Politics

Johnson’s meeting with Lebedev in March 2020 was not recorded….. because it was a party

Boris Johnson’s now-infamous meeting with Russian media mogul Evgeny Lebedev in March 2020 was not recorded, Byline Times has revealed.

The prime minister has come under pressure from Labour to tell a powerful parliamentary committee everything he knows about Lebedev’s elevation to the House of Lords.

Labour’s shadow home secretary Yvette Cooper has written to the prime minister following a report in The Sunday Times which alleged that security services withdrew an assessment that granting a peerage to the Moscow-born son of an ex-KGB agent posed a national security risk after Mr Johnson personally intervened.

The newspaper reported that intelligence provided by MI5 and MI6 to the House of Lords Appointments Commission via Cabinet Office security officials initially said there could be a national security threat.

Two days after this advice was sent, on 19th March, Johnson met with Lebedev for a “general discussion”, according to Government records.

Ms Cooper has now called on the PM to “make available to the Intelligence and Security Committee (ISC) the advice and information you were given about the ennobling of Evgeny Lebedev and full information about the role you played in the process”.

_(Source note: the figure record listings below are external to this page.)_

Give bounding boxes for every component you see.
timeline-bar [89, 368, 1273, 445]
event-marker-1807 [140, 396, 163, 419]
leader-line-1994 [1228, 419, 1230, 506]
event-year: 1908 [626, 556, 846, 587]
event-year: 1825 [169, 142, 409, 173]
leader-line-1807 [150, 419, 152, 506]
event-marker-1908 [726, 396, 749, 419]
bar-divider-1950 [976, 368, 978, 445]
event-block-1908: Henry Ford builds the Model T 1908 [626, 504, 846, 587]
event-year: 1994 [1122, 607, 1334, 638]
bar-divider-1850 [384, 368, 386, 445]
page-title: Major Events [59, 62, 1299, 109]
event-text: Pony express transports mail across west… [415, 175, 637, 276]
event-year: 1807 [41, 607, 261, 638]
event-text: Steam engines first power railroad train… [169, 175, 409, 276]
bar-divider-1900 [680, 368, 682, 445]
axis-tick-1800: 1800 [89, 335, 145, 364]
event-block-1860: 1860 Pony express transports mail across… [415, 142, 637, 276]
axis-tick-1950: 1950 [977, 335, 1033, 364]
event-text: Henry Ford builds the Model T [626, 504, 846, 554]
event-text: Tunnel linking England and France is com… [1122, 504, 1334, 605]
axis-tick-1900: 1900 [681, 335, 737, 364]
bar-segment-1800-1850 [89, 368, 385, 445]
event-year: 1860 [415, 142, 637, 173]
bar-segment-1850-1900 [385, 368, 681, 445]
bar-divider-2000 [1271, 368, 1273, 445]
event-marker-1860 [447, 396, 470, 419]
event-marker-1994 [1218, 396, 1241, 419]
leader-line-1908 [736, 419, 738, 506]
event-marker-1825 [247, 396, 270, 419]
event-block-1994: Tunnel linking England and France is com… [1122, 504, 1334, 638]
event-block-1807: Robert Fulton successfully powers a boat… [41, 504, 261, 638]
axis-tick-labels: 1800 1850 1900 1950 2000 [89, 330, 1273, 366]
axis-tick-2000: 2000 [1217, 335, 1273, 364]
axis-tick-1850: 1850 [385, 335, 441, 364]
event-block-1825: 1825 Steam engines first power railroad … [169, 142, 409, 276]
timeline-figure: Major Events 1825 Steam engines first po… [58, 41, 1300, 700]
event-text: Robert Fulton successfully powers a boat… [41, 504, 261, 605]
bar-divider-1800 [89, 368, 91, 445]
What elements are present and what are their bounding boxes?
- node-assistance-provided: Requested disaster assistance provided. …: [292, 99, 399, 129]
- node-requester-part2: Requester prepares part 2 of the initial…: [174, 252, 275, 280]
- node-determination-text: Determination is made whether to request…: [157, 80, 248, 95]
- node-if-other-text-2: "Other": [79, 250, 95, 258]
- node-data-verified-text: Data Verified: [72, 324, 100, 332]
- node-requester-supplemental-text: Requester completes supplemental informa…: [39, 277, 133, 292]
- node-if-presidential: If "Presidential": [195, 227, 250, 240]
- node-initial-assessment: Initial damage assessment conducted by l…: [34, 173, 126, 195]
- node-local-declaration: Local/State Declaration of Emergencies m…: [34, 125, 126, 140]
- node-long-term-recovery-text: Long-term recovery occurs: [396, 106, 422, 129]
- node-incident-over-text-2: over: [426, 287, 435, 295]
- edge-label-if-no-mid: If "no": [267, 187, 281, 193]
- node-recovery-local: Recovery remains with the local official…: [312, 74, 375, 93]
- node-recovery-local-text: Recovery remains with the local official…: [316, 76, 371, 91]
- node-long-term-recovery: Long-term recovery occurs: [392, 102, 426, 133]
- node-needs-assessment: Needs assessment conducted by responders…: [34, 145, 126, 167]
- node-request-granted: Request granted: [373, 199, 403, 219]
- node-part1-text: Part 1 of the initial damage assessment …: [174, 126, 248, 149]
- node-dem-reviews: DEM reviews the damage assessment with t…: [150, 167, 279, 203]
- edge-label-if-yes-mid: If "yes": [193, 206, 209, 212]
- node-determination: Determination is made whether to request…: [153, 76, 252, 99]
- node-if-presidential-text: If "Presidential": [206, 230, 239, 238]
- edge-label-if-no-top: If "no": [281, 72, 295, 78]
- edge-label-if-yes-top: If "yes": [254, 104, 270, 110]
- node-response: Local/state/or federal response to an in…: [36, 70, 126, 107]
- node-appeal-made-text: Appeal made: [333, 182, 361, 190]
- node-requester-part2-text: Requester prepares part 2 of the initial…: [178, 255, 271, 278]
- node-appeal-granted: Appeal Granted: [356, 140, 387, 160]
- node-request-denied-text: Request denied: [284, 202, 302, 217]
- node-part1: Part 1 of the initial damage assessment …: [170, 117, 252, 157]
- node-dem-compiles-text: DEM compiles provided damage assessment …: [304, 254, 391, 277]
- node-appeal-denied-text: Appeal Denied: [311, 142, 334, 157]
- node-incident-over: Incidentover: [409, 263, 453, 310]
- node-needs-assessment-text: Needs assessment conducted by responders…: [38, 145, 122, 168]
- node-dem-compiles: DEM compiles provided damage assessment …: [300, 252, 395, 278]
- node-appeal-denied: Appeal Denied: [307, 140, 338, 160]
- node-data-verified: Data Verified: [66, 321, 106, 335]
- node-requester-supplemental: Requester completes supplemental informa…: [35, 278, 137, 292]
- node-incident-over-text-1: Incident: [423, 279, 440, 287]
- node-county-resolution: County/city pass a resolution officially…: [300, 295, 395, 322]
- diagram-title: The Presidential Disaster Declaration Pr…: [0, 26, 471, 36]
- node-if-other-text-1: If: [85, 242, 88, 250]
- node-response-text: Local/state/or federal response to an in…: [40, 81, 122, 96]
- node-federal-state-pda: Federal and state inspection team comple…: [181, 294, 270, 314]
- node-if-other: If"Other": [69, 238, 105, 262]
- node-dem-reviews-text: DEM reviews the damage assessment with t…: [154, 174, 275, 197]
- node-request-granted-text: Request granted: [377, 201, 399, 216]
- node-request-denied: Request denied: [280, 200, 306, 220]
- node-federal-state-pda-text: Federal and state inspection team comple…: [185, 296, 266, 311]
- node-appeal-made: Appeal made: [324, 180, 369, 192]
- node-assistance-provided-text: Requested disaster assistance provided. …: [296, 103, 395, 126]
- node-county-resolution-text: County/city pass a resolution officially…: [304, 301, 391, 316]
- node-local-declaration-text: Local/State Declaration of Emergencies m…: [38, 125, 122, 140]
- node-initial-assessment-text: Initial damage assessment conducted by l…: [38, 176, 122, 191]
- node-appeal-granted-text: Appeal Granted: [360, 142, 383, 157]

According to a Freedom of Information (FOI) request submitted by Joseph Lloyd, Johnson’s meeting with Lebedev was listed in the prime minister’s list of official engagements – suggesting that it was undertaken in a government capacity. However, no notes were seemingly made.

The Cabinet Office said that it was “a personal/social meeting that took place in the Prime Minister’s residence” and that “no other information is held”.

Byline Times has asked Downing Street and the Cabinet Office for further clarification, but received no response.

There were no Covid restrictions in place at the time.

Related: President Zelensky to address the House of Commons

Jack Peat

Jack is a business and economics journalist and the founder of The London Economic (TLE). He has contributed articles to VICE, Huffington Post and Independent and is a published author. Jack read History at the University of Wales, Bangor and has a Masters in Journalism from the University of Newcastle-upon-Tyne.